Inside a Coordinated, Multi-Village Settler-Soldier Program in the West Bank

“While unusual in scale and severity, this assault on Masafer Yatta is not unique. Even on the night preceding the attack, settlers raided Wadi Al-Rakhim, cutting down approximately 500 olive trees belonging to the Rumi family and spray-painting slogans describing the act as “revenge” for Karm Susya — a settler vineyard planted on land belonging to the Nawajah family. After years of legal proceedings, a court ruling had ordered the vineyard’s removal on the grounds that it had been established illegally.

The role of Israeli soldiers in Tuesday night’s highly coordinated assault was unmistakable. Throughout the evening, they established flying checkpoints, prevented residents from reaching the villages, blocked ambulances, and allowed settlers to carry out attacks and large-scale theft without interference — while arresting Palestinian victims without cause. In at least one instance, soldiers themselves took part in the beatings.”

Read the article here.

An activist helps extinguish a fire set during a settler acct in Al-Tuban, Masafer Yatta, occupied West Bank, January 27, 2026. | Photo: Roni Amir / +972 Magazine

The Street that Refuses to Die

This piece is part of A Day for Gaza, an initiative in which The Nation has turned over its website exclusively to voices from the Gaza Strip. You can find all of the work in the series here.

an excerpt:

“They want a land without people”

On the sidewalk sat Mohammad Mansour, 74, wrapped in a wool scarf despite the heat.

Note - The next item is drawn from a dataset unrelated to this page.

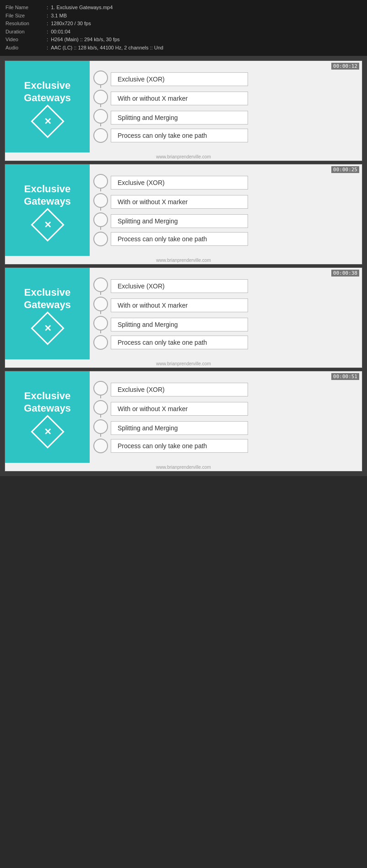 The height and width of the screenshot is (868, 367). What do you see at coordinates (179, 390) in the screenshot?
I see `item-box: Exclusive (XOR)` at bounding box center [179, 390].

“Since the Balfour Declaration in 1917,” he began, “we’ve been living this occupation. They want a land without people. This genocide is their way of finishing the project.”

He listed what was destroyed: homes, schools, mosques. “They even turned it into a war on faith,” he said.

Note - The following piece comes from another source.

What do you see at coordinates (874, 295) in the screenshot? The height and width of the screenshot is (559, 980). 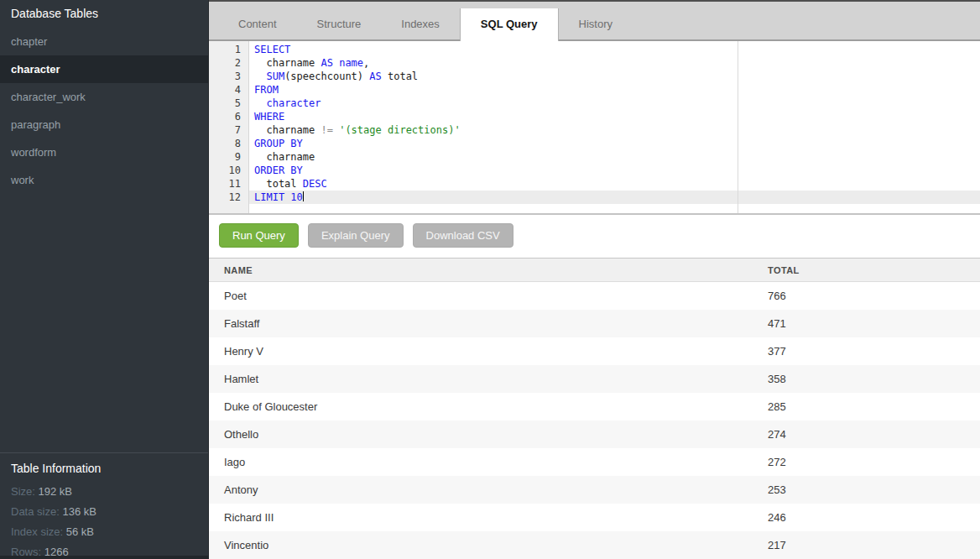 I see `cell-total: 766` at bounding box center [874, 295].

Before the war, $30 could fill his pantry. During the genocide, one kilo of onions cost $100. “Now prices go up and down like bombs,” he said.

He spoke of two people he’ll never forget: young Aref Abu Laban, who was killed while helping his mother pick lemons, and his old friend Mohammad al-Saidi, who had dreamed up the Colorful Block project that once made these walls bright. “He believed color could defeat despair,” Mansour said. “Now the walls are gray again, but the dream is still alive in my heart.”

“We live as if the war never stopped.”

I met Dunya Ashour, 19, when she was taking some photos of the destruction of the New Ajjami Mosque.

“I don’t feel the ceasefire,” she told me. “At night I still wake up to explosions two kilometers away, in the yellow zones. I can smell the gunpowder in the air.”

She lost her favorite teacher, Arij al-Maydana, as well as her grandfather, Jameel. “I carry their loss every day,” she said, “but I tell myself they’re in a better place.”